“rainchild” wrote:That's actually part of the point I'm making. Because God has other attributes than the Big Three O's, the absence of one of the Big Three O's can't rule out his existence. So, the Problems of Evil and Suffering address God's alleged character, not his existence.
You don’t know that a god has some attributes, you can only theorize about a particular god having some attributes and try to make your case. If attributes that are essential to its being (theoretically defined) are found not to be in place in a given instance, then we can be pretty sure that this particular god does not exist. To be more clear: if your god requires omni benevolence to be essential to its being, the presence of evil in its character will rule out its existence. You can then proceed to theorize a new god that does not require omni benevolence as part of its being. You can also speculate that the omni benevolence of this god is compatible with the presence of evil external to its own being, if omnipresence is not one of its essential attributes. So you can speculate with other attributes and scenarios.
“rainchild” wrote:
There are plenty of theists who allow that, while God himself does not change, our understanding of God can change. This allows theology to evolve over time. That's how theology has move from the ancient desire for a God with the power and the iron laws of an ancient Middle Eastern Despot to the more benevolent God that many modern theologians believe in.
That’s what makes theology pointless, since it is pure theorizing and speculating about deities of which we have no firm grip in empirical reality. Any god can be, and there can be many gods, it all boils down to what they want to believe and how it advances a particular agenda.
“rainchild” wrote:
This may make the definition of God ambiguous, but the "definitions" of individual people are ambiguous in just this way. One person can be "the love of my life" to one perceiver and be "the jerk who dumped me" to someone else. Different understandings of this person don't say anything about whether this person exists or not.
There are important differences. First, individual people are not theoretical, abstract entities, we can ground their existence and the properties of their beings empirically. There’s no good reason to keep their description in an ambiguous zone. Secondly, no one relies only on accidental, contingent attributes, assessed subjectively, to define anything. That’s the category in which you will find “the love of my life” and “the jerk who dumped me”. What we should expect is an objective definition based on concrete, essential attributes, with a firm grip on empirical reality.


(Task details): Copy the data exactly as it appears, and do not include any pictures.

(Provided data):
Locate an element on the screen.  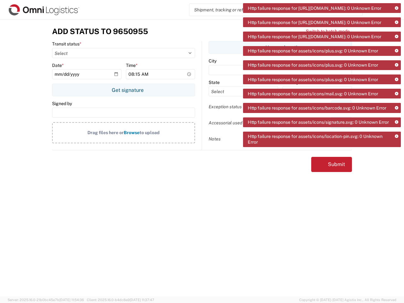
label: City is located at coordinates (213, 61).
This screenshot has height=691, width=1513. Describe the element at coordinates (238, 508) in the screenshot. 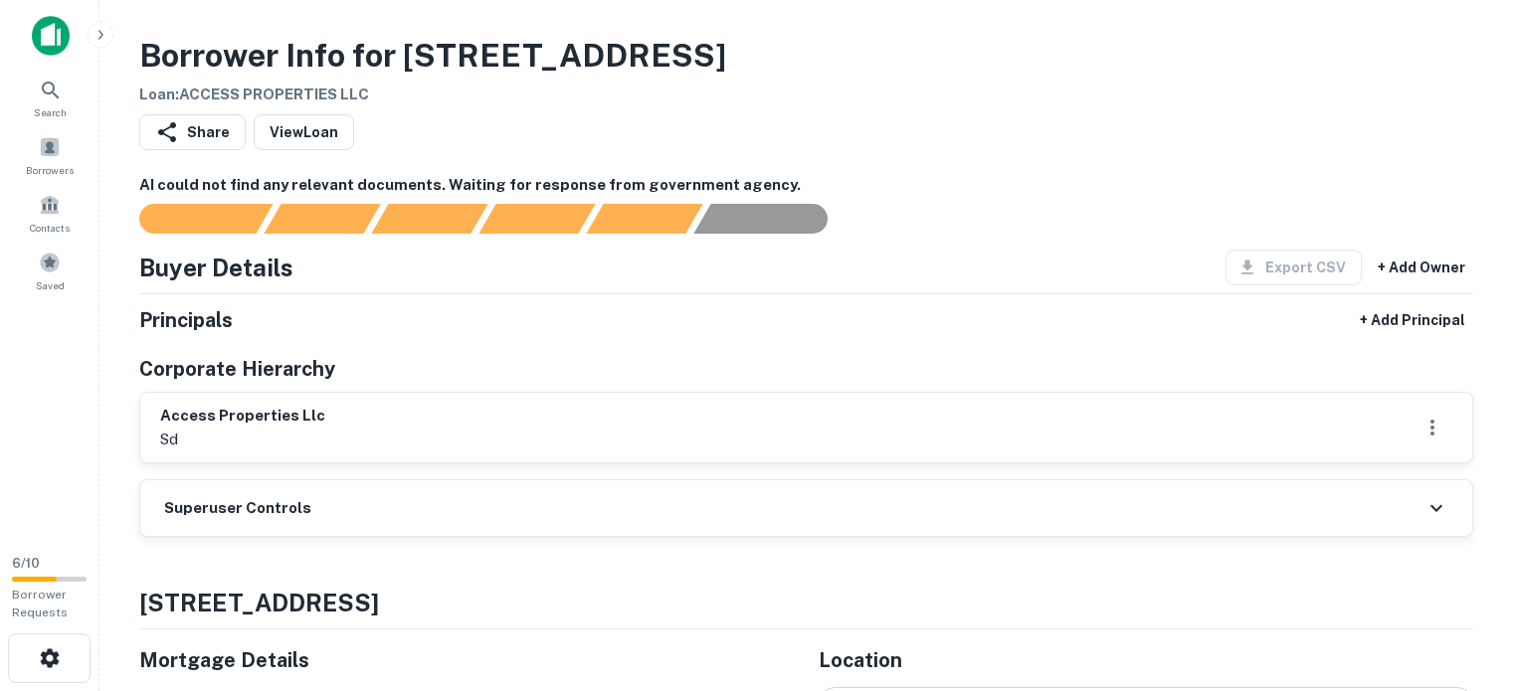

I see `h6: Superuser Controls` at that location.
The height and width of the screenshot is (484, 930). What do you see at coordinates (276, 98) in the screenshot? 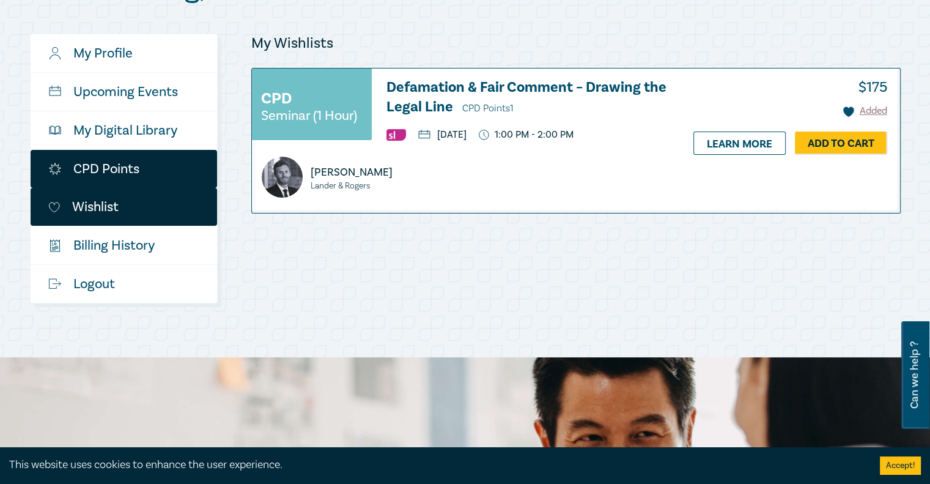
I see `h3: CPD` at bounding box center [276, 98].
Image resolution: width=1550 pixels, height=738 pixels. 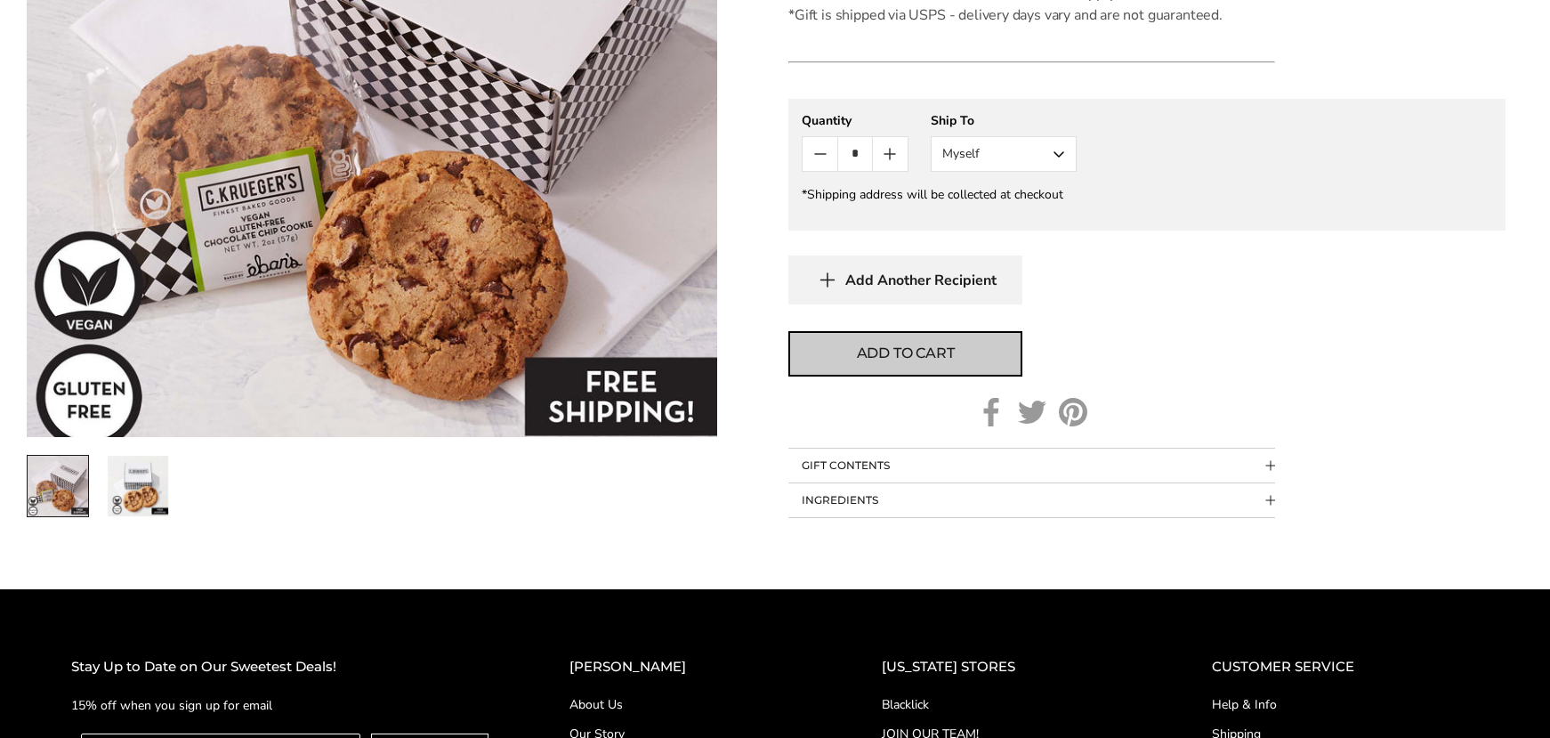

(Exercise output):
Locate an element on the screen.  
label: City is located at coordinates (213, 61).
This screenshot has height=691, width=1513. Describe the element at coordinates (238, 508) in the screenshot. 

I see `h6: Superuser Controls` at that location.
The height and width of the screenshot is (484, 930). What do you see at coordinates (276, 98) in the screenshot? 
I see `h3: CPD` at bounding box center [276, 98].
Image resolution: width=1550 pixels, height=738 pixels. 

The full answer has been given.